In front of a public toilet with a broom in his hand, a short, old man was cleaning. The guide moved quickly along the narrow streets, and finally when he came by the man, he stopped.

"Kritin! I'm bringing you a customer!" he said to the scavenger.

The man with his broomstick raised his dejected eyes to Amar and looked at him with an extinct look.

"He wants you to take him to Shesna's well. He'll pay you well!"

"How much?" asked the man.

"Fifty rupees ... a hundred?"

"One hundred and thirteen? Agreed!" said Kritin quietly, left the broom aside, washed his hands and followed Amar and the guide. The three of them got out of the slum, caught a taxi and set off. Kritin instructed the driver, and soon they reached a hill surrounded by thick forest. At the foot of the hill there was a large, open pit.

"There, in that well ... They say that at the bottom is the entrance to the underground city of Patala," said Kritin, and his eyes went alive for the first time. "Ten meters below the surface of the water, there is a stone door on which snakes are engraved. That door leads to the underworld."

At that moment Amar realized Kritin was saying something very interesting and got out of the taxi to look around. He approached the well and peeked inside. The pit was about twenty square meters wide. From it descended about forty stairs to a recess where at the bottom was deep water.

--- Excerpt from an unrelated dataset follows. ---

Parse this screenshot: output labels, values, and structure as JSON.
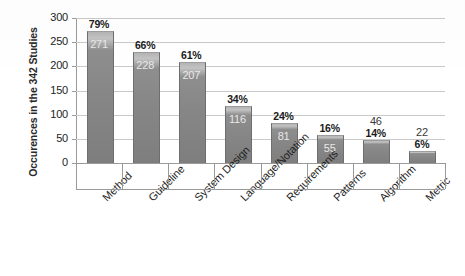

Amar felt wonderful, thrilled and excited. He felt a desire to know more, to see more. He carefully went down the stairs to the well. Then he saw that down below, just beside the water, was sitting a magician, resting and playing to a snake cobra on the pungent instrument. The boy was amazed at the sight.

"It seems we will never know what's on the bottom of the well" Amar yelled to Kritin in response and continued saying to the magician: "Hey, this is a real snake! How did you tame it? But I know, you have extracted it's poisonous teeth!"

"You can never be sure of that," said the magician with a smirk.

"Oh, how you don't know!" said Amar. "It must be so. Here, even if I touch the snake nothing will happen to me. It's completely harmless! I can make shoes from her skin!" he joked.

And he suddenly stretched his hand. Everything happened in a moment. The cobra attacked, and in a second Amar curled up holding his hand.

"It bit me!" he sighed painfully. "How it hurts! Hurry! Call an ambulance!"

The guide who was descending the stairs saw what had happened. He quickly pulled out his cellphone and called for an ambulance. Amar sat on the steps next to the water and decided to wait for help.

He was sitting, but he began losing his vision. Time passed, and no one was coming. He realized that he had never been closer to death in his life, and that scared him.

In his fear, he felt the tension of power around him as in the moments of his Kundalini awakening. It seemed to him that the sun, high in the sky, darkened and the weather became very cold. Or hot? He felt alternating heat and cold in the spine.

- Lavantika ... help me, goddess - he prayed desperately.

"If you want to live, jump into the well," he heard a voice. He felt it more than he heard it.

The water in the well was deep, dark and gloomy, but Amar couldn't see a way out of the bad situation he was in. What would happen if he jumped? He might drown and died. But he would died if he stayed above because the venom of the snake acted quickly and he slowly but surely was losing his strength. Amar thought feverishly. Was there really an entrance to the underworld at the bottom of the well? He very, very much wanted to see that world! And then, in an ecstatic moment of religious rapture, Amar jumped into the well and sank like a stone at the bottom, losing consciousness.